PPS’ Risky Real Estate Gamble
This week, Portland Public Schools will vote on purchasing the One North property for $37 million to $41 million to house the Center for Black Student Excellence. While fostering student excellence should be the district’s priority, this plan is fiscally reckless and logistically flawed.
PPS faces a $50 million budget shortfall, yet we’re committing to a property with a $271,000 annual operational deficit. When board members questioned this gap—money that could fund teachers or educational assistants—proponents dismissed concerns.
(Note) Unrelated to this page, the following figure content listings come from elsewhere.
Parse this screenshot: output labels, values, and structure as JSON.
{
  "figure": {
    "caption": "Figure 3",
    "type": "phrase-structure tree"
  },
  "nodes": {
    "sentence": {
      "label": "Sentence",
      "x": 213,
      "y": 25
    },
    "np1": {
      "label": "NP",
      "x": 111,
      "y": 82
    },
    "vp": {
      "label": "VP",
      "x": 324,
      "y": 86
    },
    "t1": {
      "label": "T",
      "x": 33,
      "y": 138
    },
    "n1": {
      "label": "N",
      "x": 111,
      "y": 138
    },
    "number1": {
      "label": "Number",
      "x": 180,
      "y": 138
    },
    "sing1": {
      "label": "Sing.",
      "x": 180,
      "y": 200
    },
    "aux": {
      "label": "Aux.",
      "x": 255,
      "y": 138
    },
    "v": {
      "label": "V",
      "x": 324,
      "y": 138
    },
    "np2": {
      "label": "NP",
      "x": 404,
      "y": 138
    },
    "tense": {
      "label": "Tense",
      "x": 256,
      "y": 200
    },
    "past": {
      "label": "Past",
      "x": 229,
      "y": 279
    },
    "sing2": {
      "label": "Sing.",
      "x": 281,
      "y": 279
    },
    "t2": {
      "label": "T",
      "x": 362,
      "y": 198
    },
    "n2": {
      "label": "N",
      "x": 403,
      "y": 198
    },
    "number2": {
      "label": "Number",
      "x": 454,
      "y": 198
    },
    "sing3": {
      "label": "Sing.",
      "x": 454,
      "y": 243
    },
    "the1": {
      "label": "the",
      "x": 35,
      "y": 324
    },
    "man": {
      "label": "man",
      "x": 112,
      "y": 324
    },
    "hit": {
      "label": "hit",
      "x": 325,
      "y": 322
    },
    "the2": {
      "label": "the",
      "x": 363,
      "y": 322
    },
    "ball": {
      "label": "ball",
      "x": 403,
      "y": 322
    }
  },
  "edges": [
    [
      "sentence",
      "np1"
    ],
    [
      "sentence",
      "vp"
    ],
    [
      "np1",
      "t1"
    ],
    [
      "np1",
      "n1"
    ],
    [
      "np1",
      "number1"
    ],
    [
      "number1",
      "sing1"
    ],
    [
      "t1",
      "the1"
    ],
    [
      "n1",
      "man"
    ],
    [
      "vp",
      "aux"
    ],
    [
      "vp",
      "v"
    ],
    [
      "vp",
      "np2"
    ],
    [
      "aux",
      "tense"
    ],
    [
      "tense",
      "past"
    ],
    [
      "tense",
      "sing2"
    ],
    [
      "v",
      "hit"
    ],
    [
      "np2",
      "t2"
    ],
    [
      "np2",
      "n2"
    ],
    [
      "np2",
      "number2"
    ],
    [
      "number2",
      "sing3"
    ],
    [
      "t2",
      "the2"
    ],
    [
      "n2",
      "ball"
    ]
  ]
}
One called it a “drop in the bucket.” Another complained that questioning the finances “doesn’t feel very fair.”
For taxpayers facing cuts, such resistance to basic financial scrutiny is unacceptable.
The $16 million building needs $20 million to $25 million in renovations and 24-30 months of construction. We’ll own an expensive, mostly empty shell for over two years. Worse, staff couldn’t confirm whether the central atrium can be preserved while meeting building code for classrooms.
We’re buying a property without knowing its final usable square footage.
Most critically, the center will operate primarily after school, weekends, and summers—yet the district doesn’t run buses during these hours. When asked how students from East Portland would access the center, staff called transportation a “puzzle piece we’ll have to figure out.”
There’s a better solution: integrate the center into the Jefferson High School reconstruction already planned. This eliminates costly conversions, cuts delays, and saves millions.
The board has a mandate to spend $60 million on Black student excellence. It doesn’t have a mandate to spend it foolishly.